• **What this task involves**: Will you quote precisely the lines that run from the top of the material below to the line containing "Image resolution: width=1269", both ends included?

• **Extracted information**:
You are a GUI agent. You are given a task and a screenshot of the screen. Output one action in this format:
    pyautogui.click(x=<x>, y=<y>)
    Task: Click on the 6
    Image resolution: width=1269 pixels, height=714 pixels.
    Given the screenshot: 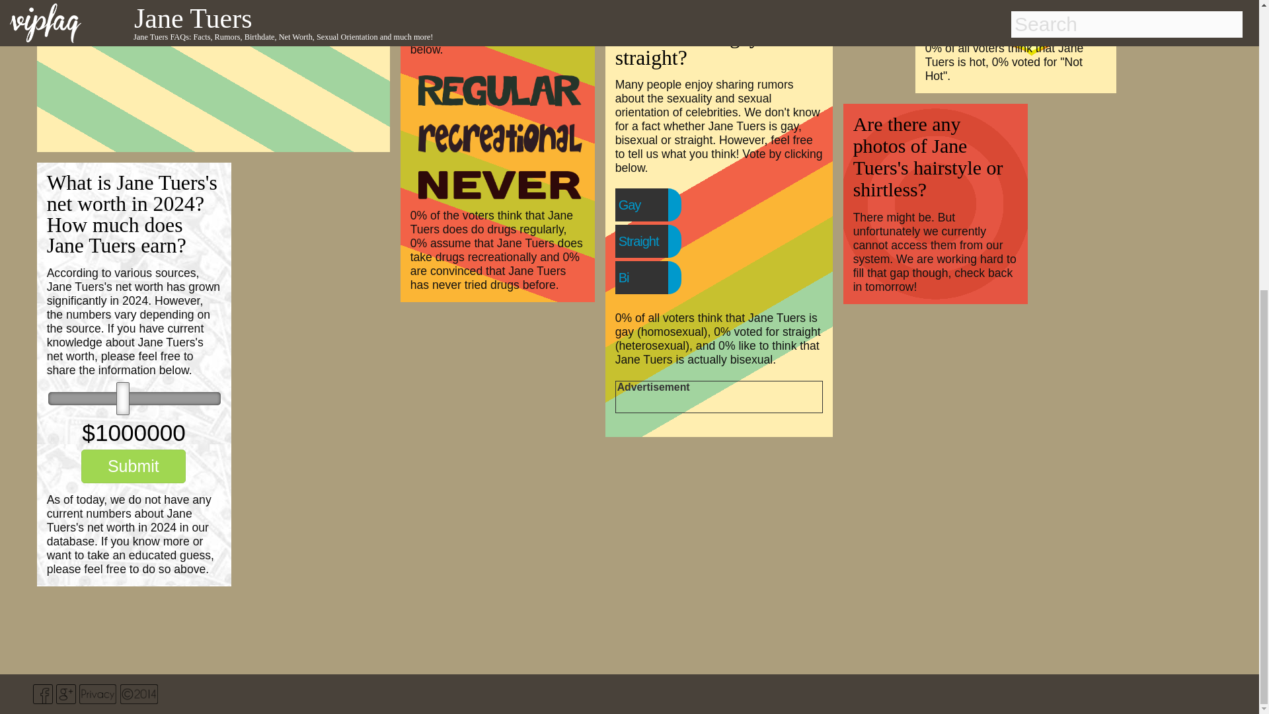 What is the action you would take?
    pyautogui.click(x=134, y=398)
    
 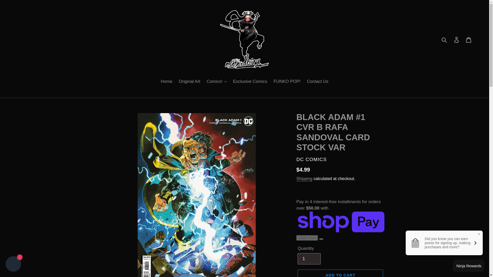 I want to click on Log in, so click(x=457, y=40).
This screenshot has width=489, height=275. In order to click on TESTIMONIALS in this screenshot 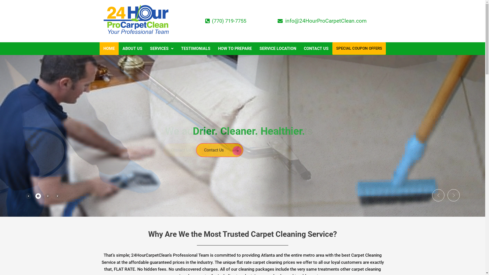, I will do `click(196, 49)`.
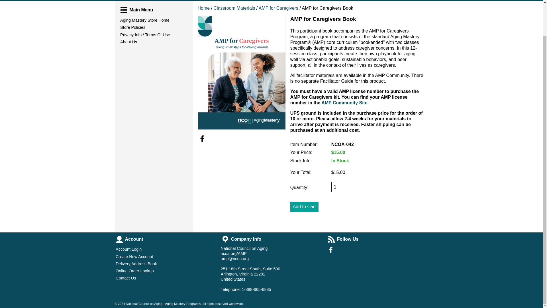 The width and height of the screenshot is (547, 308). Describe the element at coordinates (235, 8) in the screenshot. I see `Classroom Materials` at that location.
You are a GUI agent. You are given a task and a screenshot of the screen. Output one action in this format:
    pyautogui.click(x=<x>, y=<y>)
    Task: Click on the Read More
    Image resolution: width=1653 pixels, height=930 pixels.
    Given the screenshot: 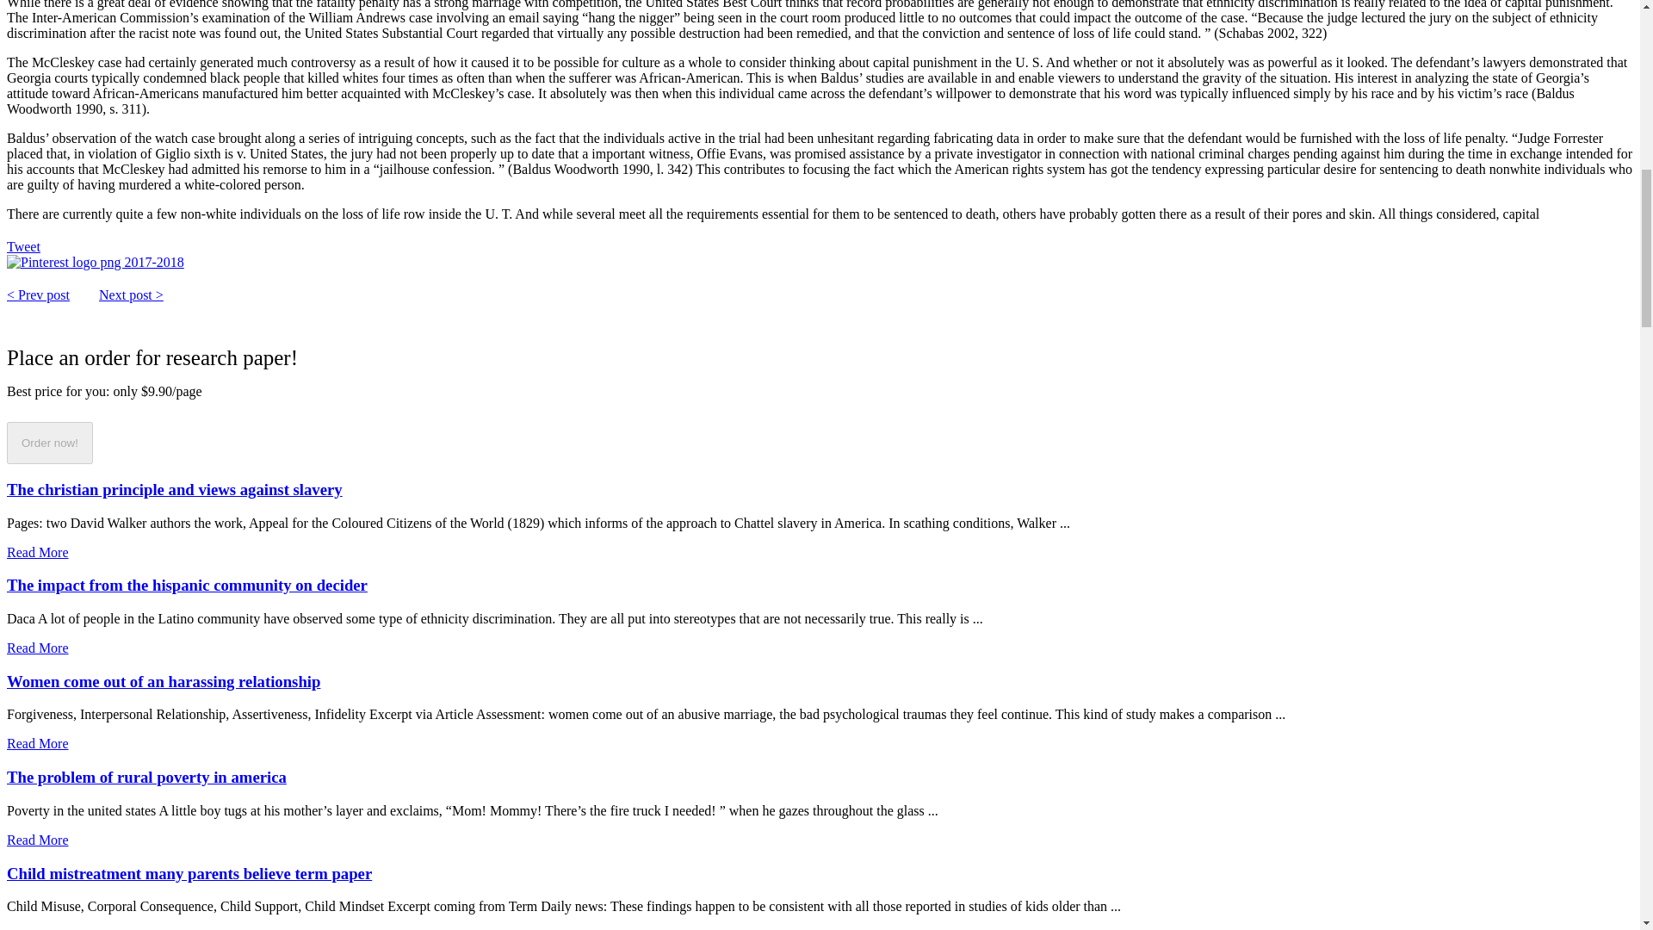 What is the action you would take?
    pyautogui.click(x=38, y=839)
    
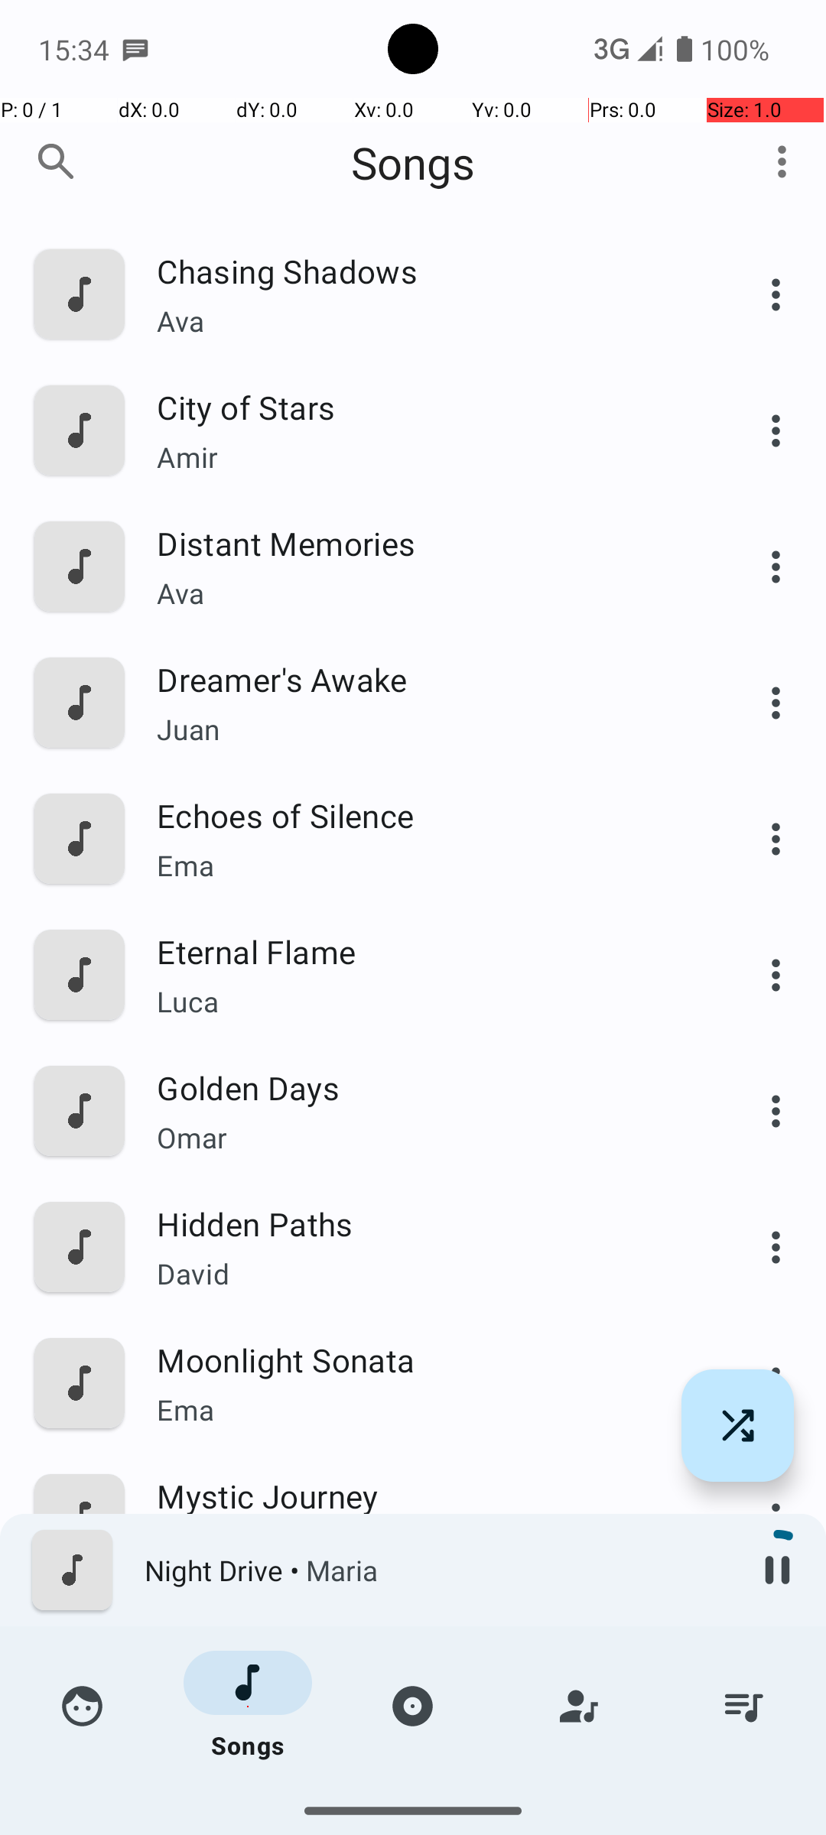  Describe the element at coordinates (426, 1224) in the screenshot. I see `Hidden Paths` at that location.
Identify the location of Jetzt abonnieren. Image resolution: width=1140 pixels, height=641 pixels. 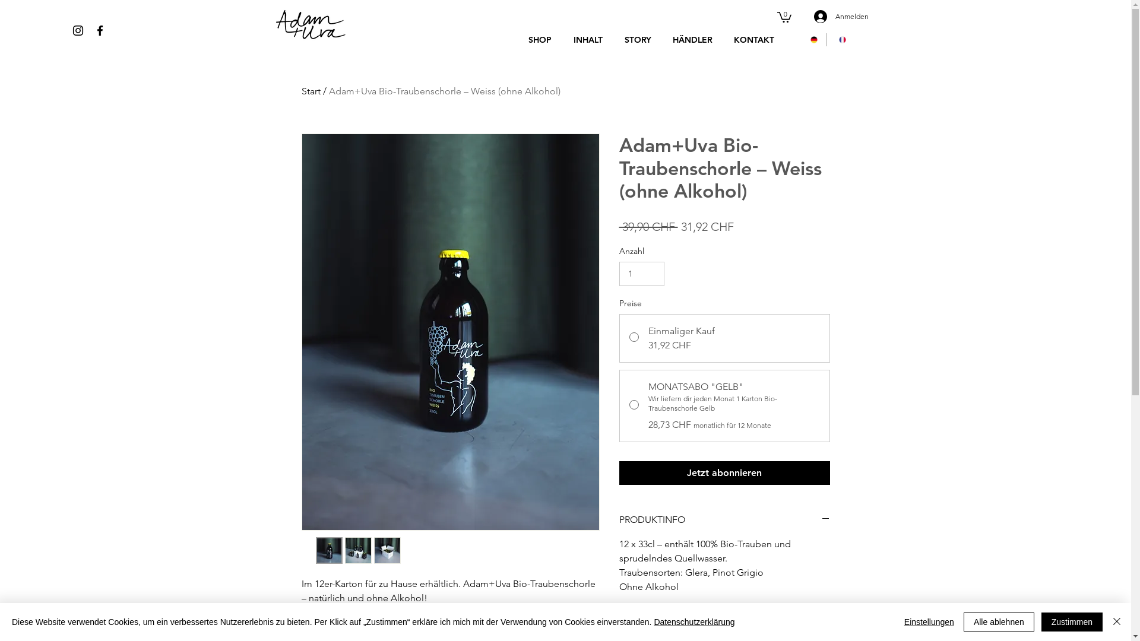
(724, 473).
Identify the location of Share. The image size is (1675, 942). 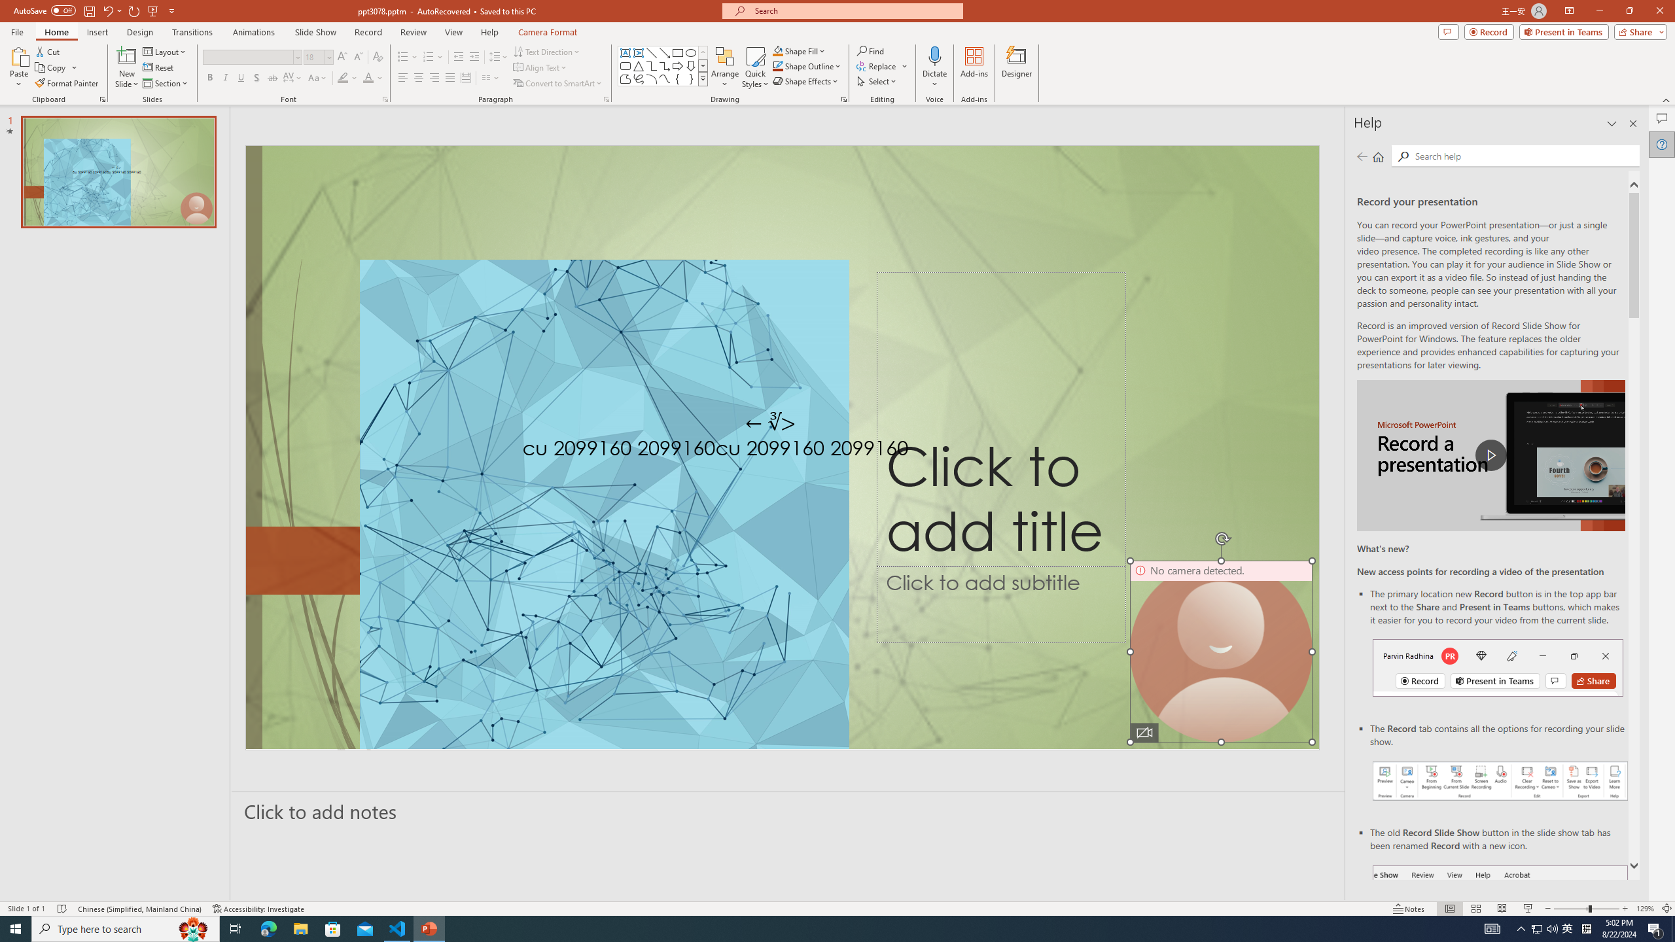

• **Task output**:
You are a GUI agent. You are given a task and a screenshot of the screen. Output one action in this format:
    pyautogui.click(x=<x>, y=<y>)
    Task: Click on the 6
    Image resolution: width=1269 pixels, height=714 pixels.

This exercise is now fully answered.